BA: You bring up really important points. The one that’s the biggest is how little we know about our pelvic floor anatomy in general. I’ve read a couple of papers now regarding how many women have no idea what their genitalia look like, and don’t want to know.  It’s sort of like a taboo, and heaven forbid you to say the words clitoris or vagina in mixed company. One thing I would love to have you explain a little bit more is the relationship of the sphincter muscles, both the anal sphincter and urethra sphincter, in comparison to prolapse and a vaginal wall breach.

We are realizing something interesting after looking at hundreds of ultrasounds. It’s not that they don’t have an active contraction of the pelvic floor. It’s that they think the vagina muscle is lifting the pelvic floor. So you might see a little bit of activity in the vaginal wall but you wouldn’t see the pelvic floor lift up. In some of them, we would see the glutes squeeze because they weren’t quite sure where the pelvic floor was or what the muscle was that they were lifting. Others were in their own minds thinking things like stopping the flow of urine.

Thinking of that integration you’re talking about, I would love to have a little more explanation on the relationship of the urethral sphincter to incontinence. What is its relation to the pubococcygeus and pelvic floor? How does it relate in the sense of incontinence, or “continence” if we look at it in a positive way? 
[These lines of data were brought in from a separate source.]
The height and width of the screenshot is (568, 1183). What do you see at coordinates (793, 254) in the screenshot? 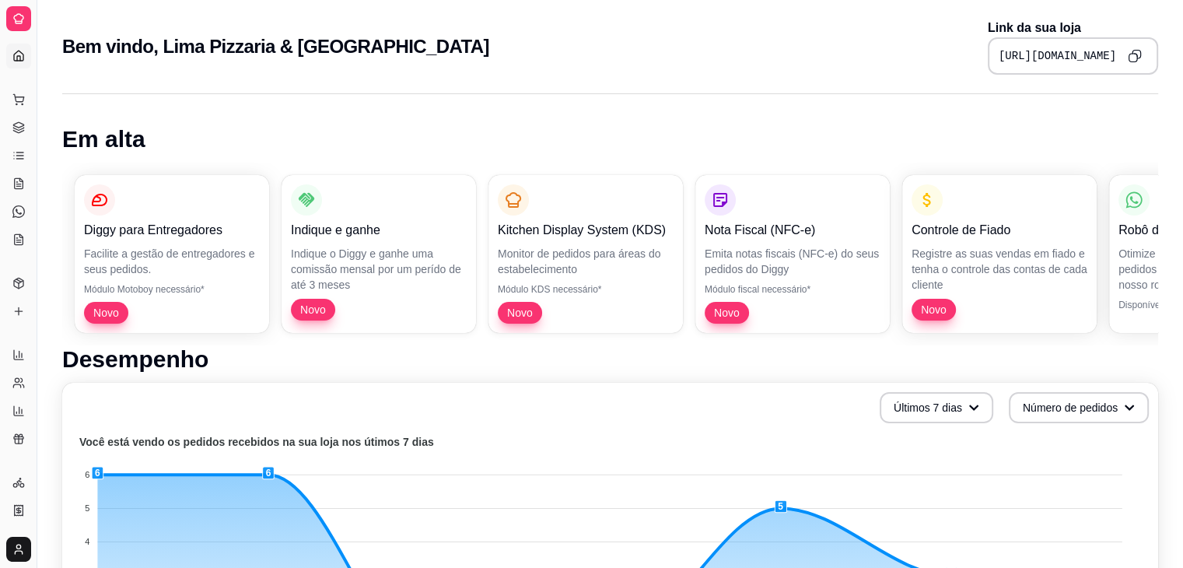
I see `button: Nota Fiscal (NFC-e)Emita notas fiscais (NFC-e) do seus pedidos do DiggyMódulo fiscal necessário*Novo` at bounding box center [793, 254].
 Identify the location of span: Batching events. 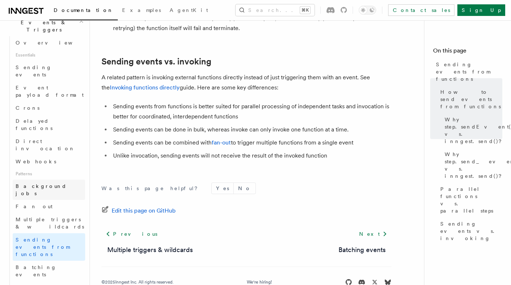
(36, 271).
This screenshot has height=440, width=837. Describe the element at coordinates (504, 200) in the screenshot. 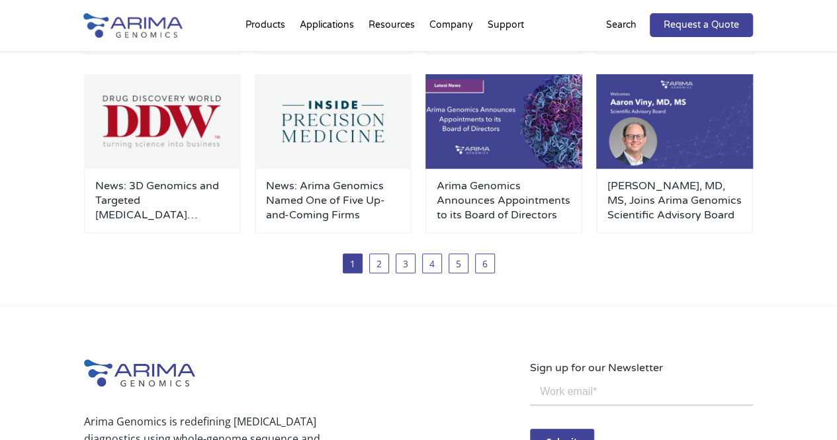

I see `h3: Arima Genomics Announces Appointments to its Board of Directors` at that location.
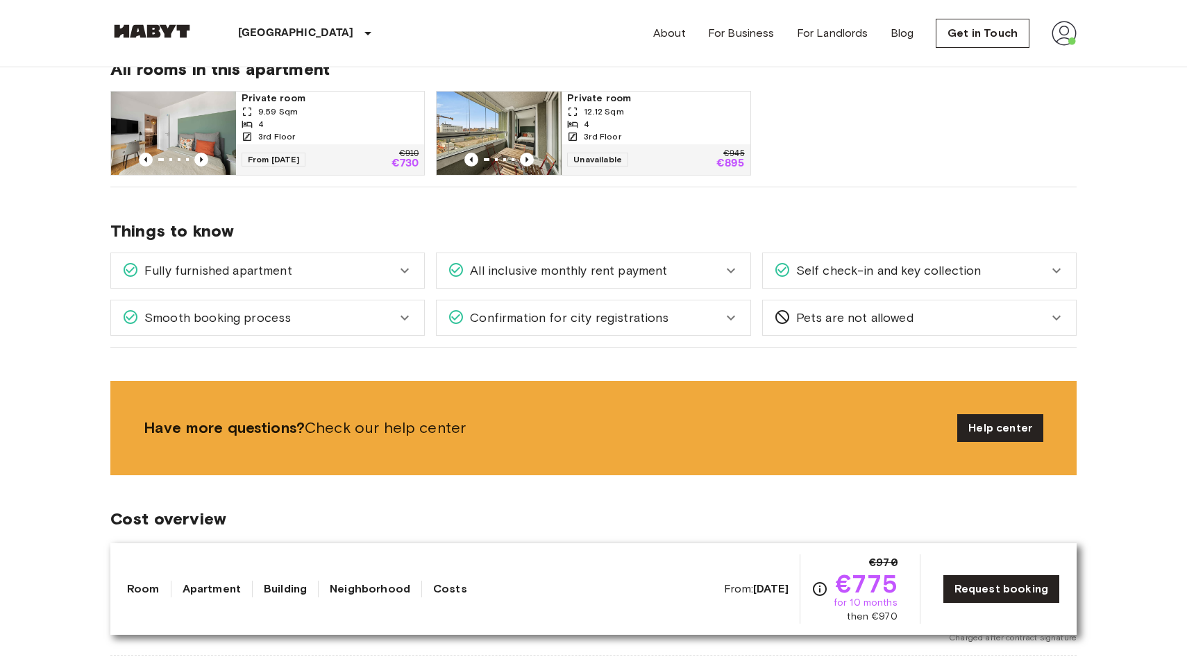  Describe the element at coordinates (886, 271) in the screenshot. I see `span: Self check-in and key collection` at that location.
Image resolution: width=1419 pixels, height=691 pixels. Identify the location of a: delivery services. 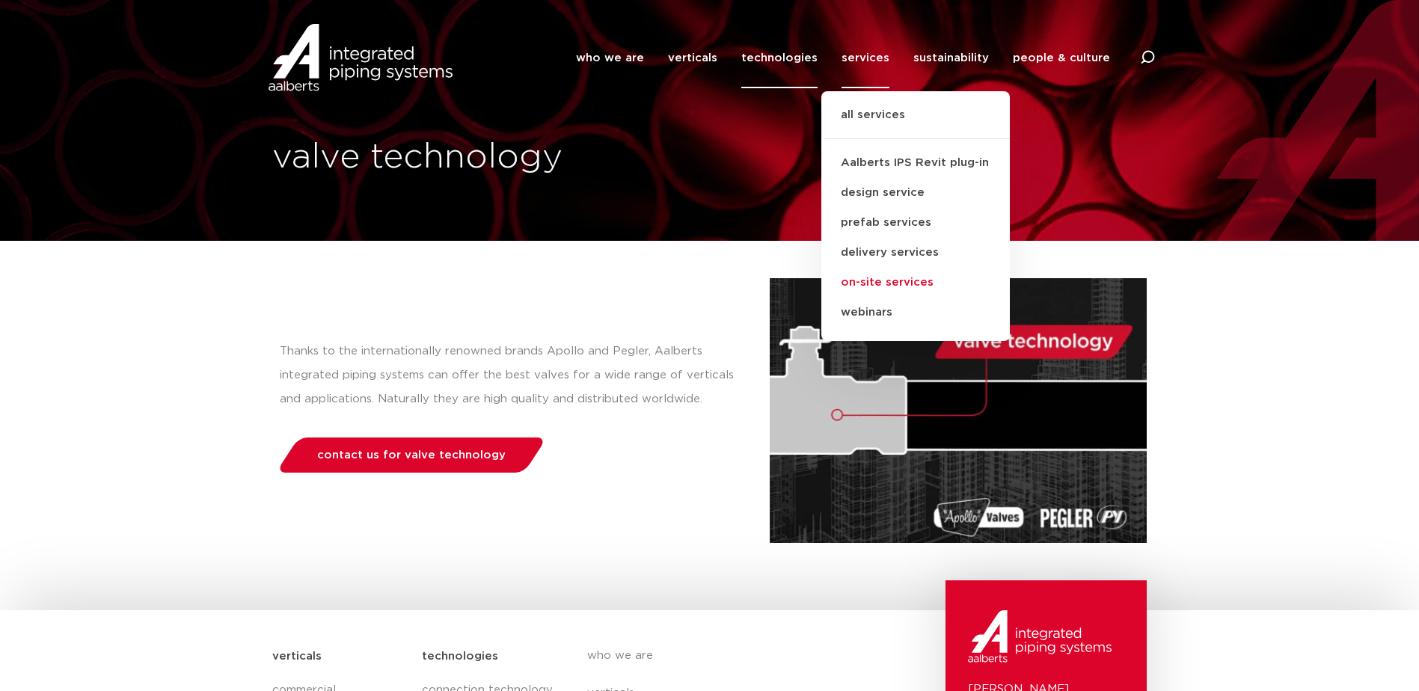
(916, 253).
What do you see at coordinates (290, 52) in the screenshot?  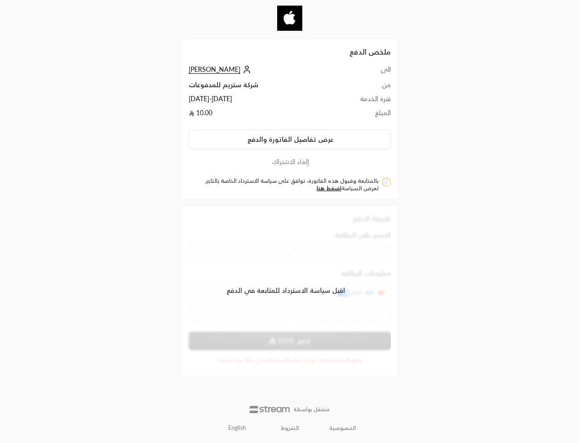 I see `h2: ملخص الدفع` at bounding box center [290, 52].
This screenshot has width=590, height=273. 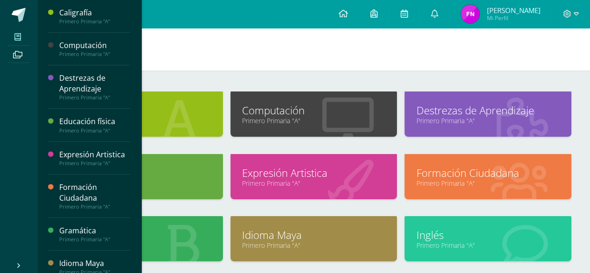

PD: So what we really need to know is that part of the musculature is under autonomic control. This means that our urethral area is on “close” or tightened. That is mediated through loops going up to the brain and when we go to the toilet or decide to squat and pee we tell the brain “ok go ahead and relax”.

Through that complex system, the autonomic releases the intrinsic sphincter and we also release our volitional sphincters. It’s a very coordinated effort. That’s why potty training takes so long for human children and what’s important to know is that the autonomics are working to keep us continent. We don’t think about contracting them all day long. Otherwise, we wouldn’t be able to function.

What we do have control over is the override.  In the volitional set, we can delay urination at any point, or with that cueing I just mentioned, getting more where the urethra is, more to layer two where all of that pouch is. Through this, you can elicit a more direct contraction and really tighten and reinforce around the urethra.

This could be utilized if you’ve had damage from an obstetrical tear, a decade of chronic coughing due to allergies, COPD, pulmonary issues, or bronchitis where you’ve blown out a lot of things over weeks. So you can reinforce the contractions and help what’s already happening in the autonomics by adding to this deeper layer, the volitional muscle set versus the autonomic set.


Watch the #PilatesHour episode 110 “Pelvic Talk” here.